Delta Defends AI in Ticket System, Refuting Suggestions of ‘Surveillance’ Pricing
Senators had warned the airline could be setting individualized prices for each customer.

Delta Air Lines is telling a group of Democratic senators that they are off base with suggestions the airline is using artificial intelligence to find the “pain point” at which they can charge individual customers the most they will pay.
Senators Gallego, Warner, and Blumenthal sent a letter to Delta chief executive Ed Bastian last month asking the airline to explain its use of so-called “surveillance-based” fares. They want to know whether the airline is leveraging consumer-specific personal data – such as sensitive personal circumstances or prior purchasing activity – to set individualized prices.

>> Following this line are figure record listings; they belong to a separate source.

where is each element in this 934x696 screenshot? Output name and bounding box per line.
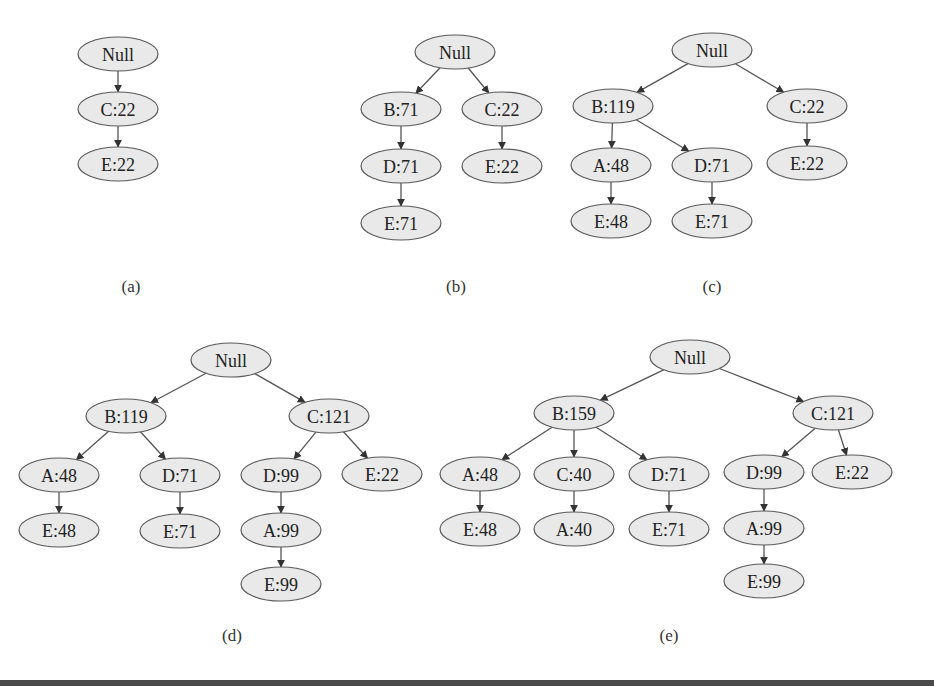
tree-node: E:22 bbox=[812, 455, 892, 489]
tree-node: Null bbox=[78, 37, 158, 71]
node-label: E:71 bbox=[163, 522, 197, 542]
node-label: E:48 bbox=[463, 520, 497, 540]
edge-arrow bbox=[255, 374, 305, 403]
panel-b-nodes: NullB:71C:22D:71E:22E:71 bbox=[361, 35, 542, 240]
fp-tree-figure: NullC:22E:22NullB:71C:22D:71E:22E:71Null… bbox=[0, 0, 934, 696]
node-label: E:99 bbox=[747, 572, 781, 592]
node-label: C:22 bbox=[484, 100, 519, 120]
node-label: A:48 bbox=[41, 466, 77, 486]
node-label: A:99 bbox=[746, 519, 782, 539]
node-label: B:119 bbox=[104, 407, 147, 427]
edge-arrow bbox=[141, 432, 166, 459]
tree-node: E:22 bbox=[767, 146, 847, 180]
tree-node: B:119 bbox=[86, 399, 166, 433]
tree-node: C:121 bbox=[289, 399, 369, 433]
panel-d-nodes: NullB:119C:121A:48D:71D:99E:22E:48E:71A:… bbox=[19, 343, 422, 601]
edge-arrow bbox=[151, 373, 206, 402]
tree-node: D:99 bbox=[724, 455, 804, 489]
tree-node: A:48 bbox=[19, 458, 99, 492]
captions-layer: (a)(b)(c)(d)(e) bbox=[122, 277, 722, 645]
edge-arrow bbox=[600, 370, 663, 400]
node-label: D:71 bbox=[694, 156, 730, 176]
tree-node: D:71 bbox=[361, 149, 441, 183]
node-label: E:22 bbox=[485, 157, 519, 177]
node-label: E:71 bbox=[652, 520, 686, 540]
tree-node: A:48 bbox=[571, 148, 651, 182]
tree-node: B:159 bbox=[534, 396, 614, 430]
node-label: Null bbox=[215, 351, 247, 371]
tree-node: E:71 bbox=[140, 514, 220, 548]
node-label: C:121 bbox=[307, 407, 351, 427]
tree-node: Null bbox=[650, 340, 730, 374]
node-label: A:48 bbox=[462, 465, 498, 485]
tree-node: E:71 bbox=[672, 204, 752, 238]
edge-arrow bbox=[294, 432, 316, 459]
tree-node: E:48 bbox=[440, 512, 520, 546]
node-label: Null bbox=[102, 45, 134, 65]
tree-node: E:99 bbox=[241, 567, 321, 601]
node-label: D:71 bbox=[651, 465, 687, 485]
tree-node: Null bbox=[191, 343, 271, 377]
edge-arrow bbox=[76, 431, 108, 459]
node-label: E:48 bbox=[594, 212, 628, 232]
tree-node: D:99 bbox=[241, 458, 321, 492]
node-label: Null bbox=[674, 348, 706, 368]
edge-arrow bbox=[782, 428, 815, 457]
tree-node: A:99 bbox=[724, 511, 804, 545]
tree-node: B:71 bbox=[361, 92, 441, 126]
tree-node: E:71 bbox=[361, 206, 441, 240]
edge-arrow bbox=[596, 427, 647, 460]
tree-node: E:22 bbox=[462, 149, 542, 183]
edge-arrow bbox=[637, 64, 688, 93]
edge-arrow bbox=[719, 369, 803, 402]
node-label: Null bbox=[439, 43, 471, 63]
node-label: B:119 bbox=[591, 97, 634, 117]
panel-b-edges bbox=[401, 68, 502, 206]
node-label: E:48 bbox=[42, 521, 76, 541]
node-label: E:99 bbox=[264, 575, 298, 595]
node-label: A:48 bbox=[593, 156, 629, 176]
nodes-layer: NullC:22E:22NullB:71C:22D:71E:22E:71Null… bbox=[19, 33, 892, 601]
panel-caption-d: (d) bbox=[222, 626, 242, 645]
node-label: E:22 bbox=[365, 465, 399, 485]
panel-caption-c: (c) bbox=[703, 277, 722, 296]
node-label: E:22 bbox=[790, 154, 824, 174]
node-label: B:71 bbox=[383, 100, 418, 120]
node-label: E:22 bbox=[835, 463, 869, 483]
edge-arrow bbox=[612, 123, 613, 148]
node-label: D:99 bbox=[746, 463, 782, 483]
tree-node: A:48 bbox=[440, 457, 520, 491]
edge-arrow bbox=[416, 68, 440, 93]
node-label: Null bbox=[696, 41, 728, 61]
node-label: D:71 bbox=[162, 466, 198, 486]
tree-node: D:71 bbox=[140, 458, 220, 492]
tree-node: E:48 bbox=[19, 513, 99, 547]
tree-node: C:22 bbox=[462, 92, 542, 126]
edge-arrow bbox=[344, 432, 368, 458]
tree-node: D:71 bbox=[629, 457, 709, 491]
tree-node: C:121 bbox=[793, 396, 873, 430]
tree-node: A:99 bbox=[241, 513, 321, 547]
node-label: E:71 bbox=[384, 214, 418, 234]
tree-node: Null bbox=[415, 35, 495, 69]
tree-node: C:40 bbox=[534, 457, 614, 491]
edge-arrow bbox=[468, 68, 489, 93]
panel-e-nodes: NullB:159C:121A:48C:40D:71D:99E:22E:48A:… bbox=[440, 340, 892, 598]
panel-caption-a: (a) bbox=[122, 277, 141, 296]
edge-arrow bbox=[636, 120, 689, 151]
panel-caption-e: (e) bbox=[660, 626, 679, 645]
tree-node: E:48 bbox=[571, 204, 651, 238]
tree-node: E:22 bbox=[78, 147, 158, 181]
bottom-rule-divider bbox=[0, 680, 934, 686]
node-label: E:71 bbox=[695, 212, 729, 232]
tree-node: Null bbox=[672, 33, 752, 67]
node-label: D:99 bbox=[263, 466, 299, 486]
node-label: C:121 bbox=[811, 404, 855, 424]
panel-caption-b: (b) bbox=[446, 277, 466, 296]
edge-arrow bbox=[838, 430, 846, 455]
node-label: C:22 bbox=[789, 97, 824, 117]
node-label: E:22 bbox=[101, 155, 135, 175]
tree-node: A:40 bbox=[534, 512, 614, 546]
node-label: B:159 bbox=[552, 404, 596, 424]
tree-node: E:71 bbox=[629, 512, 709, 546]
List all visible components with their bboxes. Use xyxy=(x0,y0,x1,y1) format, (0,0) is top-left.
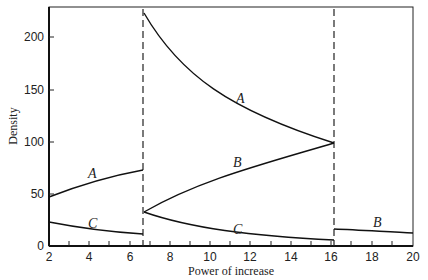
curve-label-a: A xyxy=(87,166,97,181)
curve-label-a: A xyxy=(235,91,245,106)
x-tick-label: 4 xyxy=(86,250,93,264)
curve-a-segment-2 xyxy=(144,13,334,143)
y-tick-label: 0 xyxy=(37,239,44,253)
x-tick-label: 2 xyxy=(46,250,53,264)
x-tick-label: 6 xyxy=(127,250,134,264)
curve-label-b: B xyxy=(233,155,242,170)
y-tick-label: 50 xyxy=(31,187,45,201)
x-tick-label: 20 xyxy=(406,250,420,264)
curve-label-c: C xyxy=(233,222,243,237)
x-tick-label: 8 xyxy=(167,250,174,264)
curve-b-segment-2 xyxy=(144,143,334,212)
x-tick-label: 12 xyxy=(243,250,257,264)
y-axis-title: Density xyxy=(6,107,20,144)
density-chart: 0 50 100 150 200 2 4 6 8 10 12 14 16 18 … xyxy=(0,0,428,280)
y-tick-label: 200 xyxy=(24,30,44,44)
x-tick-label: 16 xyxy=(324,250,338,264)
curve-label-b: B xyxy=(373,215,382,230)
x-tick-label: 14 xyxy=(284,250,298,264)
y-tick-label: 150 xyxy=(24,83,44,97)
x-tick-label: 18 xyxy=(365,250,379,264)
x-tick-label: 10 xyxy=(203,250,217,264)
y-tick-label: 100 xyxy=(24,135,44,149)
plot-frame xyxy=(49,7,413,246)
x-axis-title: Power of increase xyxy=(188,264,274,278)
curve-label-c: C xyxy=(88,216,98,231)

They gave the airline an August 4 deadline to explain its customized pricing system and tell it how many passengers per day are purchasing tickets or other services using the customized pricing model.
In a letter Friday which it shared with the New York Sun, the airline told the senators that their assumptions are incorrect and have “created confusion and misinformation in the public discourse.”
The airline’s chief external affairs officer, Peter Carter, said in the response that there is no fare product that Delta is using or testing that targets customers with individualized prices based on personal data.
“Furthermore, we have zero tolerance for discriminatory or predatory pricing and fully comply with applicable laws in privacy, pricing and advertising,” Mr. Carter said.
“Our AI-powered pricing functionality is designed to enhance our existing fare pricing processes using aggregated data. This technology is a decision-support tool that simply provides informed insights for our analysts, who oversee and fine-tune the recommendations to ensure they are consistent with our business strategy,” he went on to say.
He says the AI also works to lower prices when demand drops for flights.
Delta previously announced plans to deploy AI-based revenue management technology across 20 percent of its domestic network by the end of the year in partnership with Fetcherr, a company that specializes in using artificial intelligence to help airlines set prices in a way that maximizes profits.
The senators cited a testimonial by the president of the airline, Glen Hauenstein, on Fetcherr’s website saying “the initial results show amazingly favorable units revenue versus the beta, so we are all in on this.”
Mr. Hauenstein touted the airline’s move into the use of artificial intelligence at last year’s Delta Investor Day. He said AI provides an opportunity for more “granular pricing and responsiveness to customer signals.”
The chairwoman of the Federal Trade Commission under President Biden, Lina Khan, previously warned that dynamic pricing using AI could discriminate against some consumers.
At a tech conference last year, Ms. Khan warned of a future in which customers could be “charged more for an airplane ticket because the company knows that they just had a death in the family and need to fly across the country.”
Delta says there is nothing nefarious about its use of artificial intelligence and it is not creating unique prices for specific individuals.
The airline says all customers see the exact same fares and offers at the same time and notes that customers don’t have to log in with an identifiable profile to scan prices. Delta says the technology is being used to forecast demand for specific routes, learn from pricing decisions to improve future outcomes, and adapt to new market conditions in real time.
Delta says a number of factors influence prices, including the time and date of flights, the routes, customer demand, and the price of jet fuel.